Finding a home for the dahlias
How come if I sit down at my computer first thing, it is midday before I get up? Even with a nasty cut on my index finger, from an open can last evening, I can’t seem to stop stabbing at the keyboard.
Today is World Health Day, what better time to remember all those working so hard to keep others alive. So many health workers around the world are losing their Iives in the process. And many other public servants are risking their lives so that those of us hiding from the coronavirus will survive the pandemic. It is hard to imagine what life is like for them.
For me each day must start with a check on the chickens to make sure they are watered and fed, and to decide whether they must remain in quarantine or may be allowed some exercise in the garden. Three eggs today, including a fourth pullet egg.
I feel like a sluggard – not out working in the garden until the afternoon. But then inspiration kicks in. This year I am going to try and cultivate some proper flowers. Dahlias. Never done that before. I have two tubers and two matching pots in which to try them out. But. The pots are already occupied and I must find homes for the occupants first. One has a rose, the other a mess of some sort of rough grassy thing.
Now I have wanted to get a rose bed going for years, and all attempts have failed, largely because I don’t really know what I am doing. I have a personality disorder known as autodidacticism, I think. It means I am ‘self-taught’, or rather that I prefer to find things out for myself rather than have some one tell me what to do.
With gardening it means that I begin reading the right section of the books, tell myself I have got the idea and don’t bother to read the whole section. It’s the same with recipes. So sometimes things work out and sometime they don’t. You live and learn.
Now I’ve checked that a rose bed need to be well manured and have a sunny aspect. And I have a good bed in mind. But it is already occupied. Both previous attempts to get a rose garden going went wrong – one was in the wrong place – the other was crowded out by hollyhocks and a flourishing yellow dogwood. So first I need to find the right place for the rose. The grassy thing can go on the compost. But I need to find a home for the dogwood. Oh, and there’s another shrub and two more roses that need moving before the eucalyptus gets cut back on Friday, they are right in the ‘firing line’.
So job number one is to transplant the shrubs. Then to prepare the bed for the roses. That means digging it out, making sure it has good drainage, sifting the soil and adding fresh compost. I make my own from raw kitchen waste and chicken shit.
By the time all that is done I am knackered, dirty, and hungry. And it’s 5pm and time to watch what Mr Raab has to say for himself from No.10. That turns out to be not much, and anyway pales into insignificance when the figures show an horrendous increase the number of deaths the virus has caused in the last 24 hours in the UK and elsewhere.
And the Dahlias still aren’t in. Something else to do tomorrow. Meanwhile there is good news locally as Bristol University thinks it may be on the way to developing a vaccine for challenge the coronavirus
A quick bath and a cold beer and its time for a quick WhatsApp chat with a very tired grandchild No. 4 and her dad, and then to finish Haroun’s adventures. Like ‘The Wizard of Oz’ all the magic is resolved with a happy ending where all that was strange now seems familiar. (No spoilers.) The boys were bamboozling me with their technology skills this evening. It is not that I don’t know about the different social media, it is the speed and skill with which they are able to switch between and link platforms that sends my head reeling. How much easier and nicer to just pick up a book (but even I am not doing much of that these days). We all have a desperate desire (need?) to remain connected in some way.
As I write, The Gambler is running in the background on TV. I am not a Mark Wahlberg fan but I do like Michael K Williams (Omar Little in The Wire and Chalky White in Boardwalk Empire) and the soundtrack is terrific. Late tonight I shall probably finish watching Jean-Pierre Melville’s L’Armee des Ombres about the French Resistance, which I started on MUBI in the early hours of the morning. Or perhaps I shall catch up on the remaining episodes of Naughts and Crosses. We may be in lockdown, but spoiled for choices given the technology at our disposal. No wonder my sleep pattern is all to pot.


* EXERCISE DIRECTIONS
Search term "Dashboard": copy each line of the data containing it.
== Segment start ==
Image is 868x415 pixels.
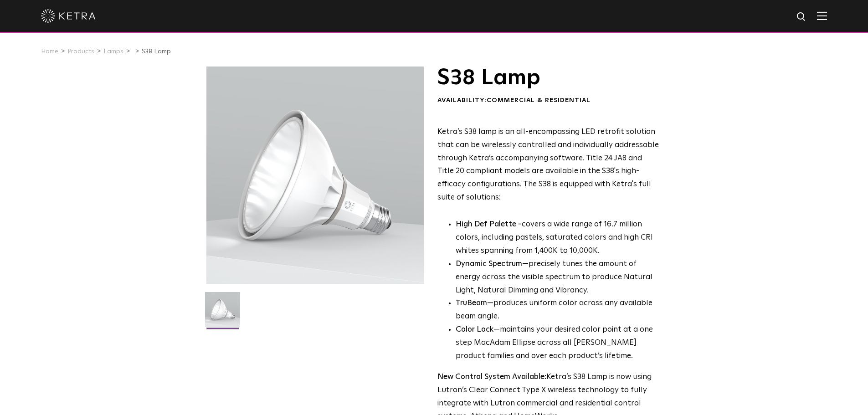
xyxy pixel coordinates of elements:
img: ketra-logo-2019-white [41,9,95,23]
a: Lamps [103,49,123,55]
a: Products [68,49,95,55]
p: Ketra’s S38 lamp is an all-encompassing LED retrofit solution that can be wirelessly controlled a... [437,126,659,205]
p: covers a wide range of 16.7 million colors, including pastels, saturated colors and high CRI whit... [456,218,659,258]
img: Hamburger%20Nav.svg [817,11,827,20]
strong: New Control System Available: [437,373,546,381]
a: S38 Lamp [141,49,171,55]
strong: High Def Palette - [456,221,522,228]
li: —maintains your desired color point at a one step MacAdam Ellipse across all [PERSON_NAME] produc... [456,324,659,363]
strong: Color Lock [456,326,493,333]
div: Availability: [437,96,659,105]
li: —produces uniform color across any available beam angle. [456,297,659,324]
li: —precisely tunes the amount of energy across the visible spectrum to produce Natural Light, Natur... [456,258,659,298]
strong: Dynamic Spectrum [456,260,522,268]
a: Home [41,49,58,55]
img: S38-Lamp-Edison-2021-Web-Square [205,292,240,334]
span: Commercial & Residential [486,97,590,103]
h1: S38 Lamp [437,67,659,89]
strong: TruBeam [456,300,487,307]
img: search icon [796,11,807,23]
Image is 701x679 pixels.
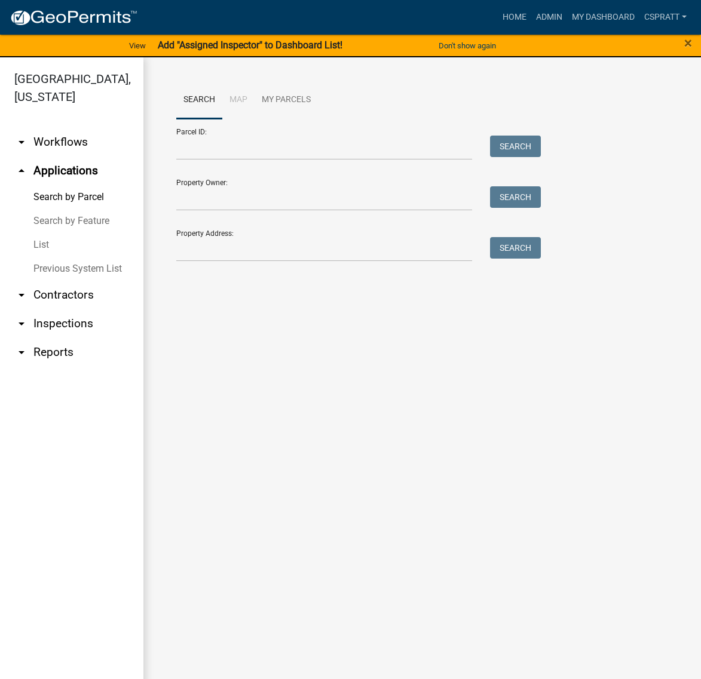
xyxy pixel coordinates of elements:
a: My Dashboard [567,6,639,29]
i: arrow_drop_down [14,135,29,149]
i: arrow_drop_down [14,317,29,331]
button: Search [490,186,541,208]
i: arrow_drop_down [14,288,29,302]
span: × [684,35,692,51]
i: arrow_drop_down [14,345,29,360]
a: My Parcels [255,81,318,119]
button: Don't show again [434,36,501,56]
i: arrow_drop_up [14,164,29,178]
a: View [124,36,151,56]
button: Close [684,36,692,50]
button: Search [490,136,541,157]
a: Admin [531,6,567,29]
a: cspratt [639,6,691,29]
a: Home [498,6,531,29]
a: Search [176,81,222,119]
strong: Add "Assigned Inspector" to Dashboard List! [158,39,342,51]
button: Search [490,237,541,259]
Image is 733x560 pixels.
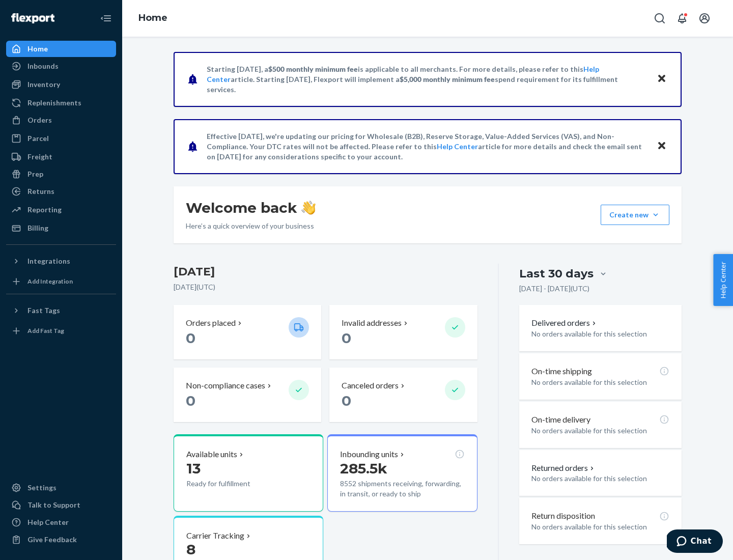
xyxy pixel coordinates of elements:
span: 0 [186,392,195,409]
a: Home [6,41,116,57]
button: Help Center [714,254,733,306]
button: Orders placed 0 [174,305,322,359]
div: Parcel [28,133,49,144]
div: Settings [28,482,56,492]
span: 0 [342,329,351,347]
a: Inbounds [6,58,116,74]
p: Carrier Tracking [186,529,244,542]
button: Available units13Ready for fulfillment [174,434,323,511]
div: Replenishments [28,98,81,108]
div: Reporting [28,205,62,215]
p: 8552 shipments receiving, forwarding, in transit, or ready to ship [340,478,465,499]
button: Inbounding units285.5k8552 shipments receiving, forwarding, in transit, or ready to ship [328,434,477,511]
div: Freight [28,152,52,162]
p: No orders available for this selection [532,377,669,388]
div: Last 30 days [519,266,594,281]
p: On-time shipping [532,365,592,377]
a: Orders [6,112,116,128]
span: $5,000 monthly minimum fee [399,75,495,84]
button: Invalid addresses 0 [329,305,477,359]
p: [DATE] ( UTC ) [174,282,478,292]
p: [DATE] - [DATE] ( UTC ) [519,284,589,294]
div: Give Feedback [28,535,77,544]
button: Canceled orders 0 [329,368,477,422]
a: Prep [6,166,116,182]
p: Here’s a quick overview of your business [186,221,315,231]
p: No orders available for this selection [532,329,669,339]
a: Replenishments [6,95,116,111]
a: Help Center [437,142,478,151]
button: Open account menu [695,8,715,29]
div: Help Center [28,517,69,527]
ol: breadcrumbs [131,4,175,33]
p: Canceled orders [342,380,398,391]
p: No orders available for this selection [532,522,669,532]
button: Close [655,72,668,86]
button: Returned orders [532,462,596,474]
p: Starting [DATE], a is applicable to all merchants. For more details, please refer to this article... [207,64,647,95]
button: Open Search Box [649,8,670,29]
div: Talk to Support [28,500,81,509]
button: Close Navigation [96,8,116,29]
div: Add Integration [28,277,73,286]
p: No orders available for this selection [532,474,669,484]
p: Return disposition [532,509,595,522]
iframe: Opens a widget where you can chat to one of our agents [667,529,723,555]
h1: Welcome back [186,199,315,217]
span: 0 [186,329,195,347]
div: Prep [28,169,44,179]
a: Reporting [6,201,116,218]
div: Orders [28,115,52,125]
a: Add Fast Tag [6,322,116,339]
p: Effective [DATE], we're updating our pricing for Wholesale (B2B), Reserve Storage, Value-Added Se... [207,132,647,162]
img: hand-wave emoji [302,201,315,215]
button: Create new [601,205,669,225]
button: Non-compliance cases 0 [174,368,322,422]
span: 13 [186,459,201,476]
a: Freight [6,149,116,165]
a: Help Center [6,514,116,530]
button: Integrations [6,253,116,269]
span: 285.5k [340,459,388,476]
a: Billing [6,219,116,236]
div: Returns [28,186,55,196]
button: Open notifications [672,8,692,29]
p: Orders placed [186,317,235,329]
div: Fast Tags [28,305,60,315]
div: Inventory [28,79,60,90]
span: 8 [186,541,195,558]
button: Give Feedback [6,531,116,548]
p: Invalid addresses [342,317,402,329]
div: Inbounds [28,61,58,71]
span: 0 [342,392,351,409]
p: Inbounding units [340,449,398,460]
h3: [DATE] [174,264,478,280]
button: Delivered orders [532,317,598,329]
p: No orders available for this selection [532,425,669,435]
div: Billing [28,223,48,233]
button: Fast Tags [6,302,116,319]
a: Settings [6,479,116,496]
a: Inventory [6,76,116,92]
img: Flexport logo [11,13,55,24]
div: Integrations [28,256,71,266]
p: On-time delivery [532,414,591,425]
span: $500 monthly minimum fee [268,64,358,73]
a: Home [139,12,167,24]
p: Ready for fulfillment [186,478,281,489]
div: Add Fast Tag [28,326,65,335]
a: Returns [6,184,116,199]
p: Non-compliance cases [186,380,265,391]
p: Available units [186,449,237,460]
button: Close [655,139,668,154]
a: Add Integration [6,274,116,289]
a: Parcel [6,131,116,146]
div: Home [28,44,48,54]
button: Talk to Support [6,496,116,513]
== Segment end ==
* OUTPUT FOR THIS TASK
a: My Dashboard [567,6,639,29]
strong: Add "Assigned Inspector" to Dashboard List! [158,39,342,51]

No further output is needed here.